→ **Task description**:
Transcribe verbatim the span of lines that opens with the line containing "click on WACHTDIENST." and closes with the last line of the data below.

→ **Records to use**:

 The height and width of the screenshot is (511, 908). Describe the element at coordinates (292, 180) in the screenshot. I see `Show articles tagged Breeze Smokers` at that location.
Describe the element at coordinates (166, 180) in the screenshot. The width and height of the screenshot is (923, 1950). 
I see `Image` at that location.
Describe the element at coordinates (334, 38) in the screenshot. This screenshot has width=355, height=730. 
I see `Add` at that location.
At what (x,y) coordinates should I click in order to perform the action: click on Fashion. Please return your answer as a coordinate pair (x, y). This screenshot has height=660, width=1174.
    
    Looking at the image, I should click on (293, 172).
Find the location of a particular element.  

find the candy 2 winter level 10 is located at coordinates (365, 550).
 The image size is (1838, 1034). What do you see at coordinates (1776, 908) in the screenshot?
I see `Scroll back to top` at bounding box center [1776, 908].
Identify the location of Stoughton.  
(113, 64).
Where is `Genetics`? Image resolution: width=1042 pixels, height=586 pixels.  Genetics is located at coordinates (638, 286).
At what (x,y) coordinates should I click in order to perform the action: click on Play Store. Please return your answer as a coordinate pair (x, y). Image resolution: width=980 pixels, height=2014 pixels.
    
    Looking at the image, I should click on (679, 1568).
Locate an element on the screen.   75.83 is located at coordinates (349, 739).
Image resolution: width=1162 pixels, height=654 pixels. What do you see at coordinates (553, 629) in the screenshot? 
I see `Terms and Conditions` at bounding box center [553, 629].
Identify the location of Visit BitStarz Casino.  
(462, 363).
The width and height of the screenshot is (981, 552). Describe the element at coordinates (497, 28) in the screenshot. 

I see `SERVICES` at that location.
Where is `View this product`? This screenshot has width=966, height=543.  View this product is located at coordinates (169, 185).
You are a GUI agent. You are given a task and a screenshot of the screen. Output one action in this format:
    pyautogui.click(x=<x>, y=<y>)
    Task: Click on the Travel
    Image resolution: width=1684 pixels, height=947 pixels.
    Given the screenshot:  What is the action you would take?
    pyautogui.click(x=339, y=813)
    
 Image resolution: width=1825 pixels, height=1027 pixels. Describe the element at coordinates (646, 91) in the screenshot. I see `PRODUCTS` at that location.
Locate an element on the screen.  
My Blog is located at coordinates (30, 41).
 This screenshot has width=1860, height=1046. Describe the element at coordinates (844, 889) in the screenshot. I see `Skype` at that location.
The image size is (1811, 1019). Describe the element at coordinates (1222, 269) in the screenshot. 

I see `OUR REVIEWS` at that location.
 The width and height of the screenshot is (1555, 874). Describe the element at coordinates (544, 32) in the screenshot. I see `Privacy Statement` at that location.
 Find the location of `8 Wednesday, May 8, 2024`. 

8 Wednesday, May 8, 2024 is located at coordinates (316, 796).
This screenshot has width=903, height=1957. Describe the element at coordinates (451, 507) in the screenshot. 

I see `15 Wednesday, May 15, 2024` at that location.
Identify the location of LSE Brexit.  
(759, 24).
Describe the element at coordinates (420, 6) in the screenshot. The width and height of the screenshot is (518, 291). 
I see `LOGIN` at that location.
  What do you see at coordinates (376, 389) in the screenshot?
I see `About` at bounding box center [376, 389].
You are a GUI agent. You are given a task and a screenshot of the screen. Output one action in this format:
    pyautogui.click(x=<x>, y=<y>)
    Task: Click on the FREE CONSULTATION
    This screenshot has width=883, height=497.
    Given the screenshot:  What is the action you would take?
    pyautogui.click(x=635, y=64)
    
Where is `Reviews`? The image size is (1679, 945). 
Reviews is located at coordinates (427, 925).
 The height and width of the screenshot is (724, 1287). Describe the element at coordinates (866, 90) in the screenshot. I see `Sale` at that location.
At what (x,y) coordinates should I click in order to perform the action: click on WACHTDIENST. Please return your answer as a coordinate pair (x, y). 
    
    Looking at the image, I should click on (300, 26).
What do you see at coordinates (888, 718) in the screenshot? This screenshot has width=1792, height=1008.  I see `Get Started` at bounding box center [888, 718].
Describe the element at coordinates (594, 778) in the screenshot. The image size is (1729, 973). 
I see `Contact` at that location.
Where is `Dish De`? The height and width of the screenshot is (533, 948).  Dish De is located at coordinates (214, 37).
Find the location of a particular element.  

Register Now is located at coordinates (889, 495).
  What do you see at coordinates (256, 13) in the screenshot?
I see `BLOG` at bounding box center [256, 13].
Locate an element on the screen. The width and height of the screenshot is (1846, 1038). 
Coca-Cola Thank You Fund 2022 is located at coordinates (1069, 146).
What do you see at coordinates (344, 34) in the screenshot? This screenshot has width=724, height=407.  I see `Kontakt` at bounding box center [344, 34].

→ **Worked solution**:
At what (x,y) coordinates should I click in order to perform the action: click on WACHTDIENST. Please return your answer as a coordinate pair (x, y). 
    
    Looking at the image, I should click on (300, 26).
What do you see at coordinates (888, 718) in the screenshot? This screenshot has width=1792, height=1008.  I see `Get Started` at bounding box center [888, 718].
Describe the element at coordinates (594, 778) in the screenshot. The image size is (1729, 973). 
I see `Contact` at that location.
Where is `Dish De`? The height and width of the screenshot is (533, 948).  Dish De is located at coordinates (214, 37).
Find the location of a particular element.  

Register Now is located at coordinates (889, 495).
  What do you see at coordinates (256, 13) in the screenshot?
I see `BLOG` at bounding box center [256, 13].
Locate an element on the screen. The width and height of the screenshot is (1846, 1038). 
Coca-Cola Thank You Fund 2022 is located at coordinates (1069, 146).
What do you see at coordinates (344, 34) in the screenshot? This screenshot has width=724, height=407.  I see `Kontakt` at bounding box center [344, 34].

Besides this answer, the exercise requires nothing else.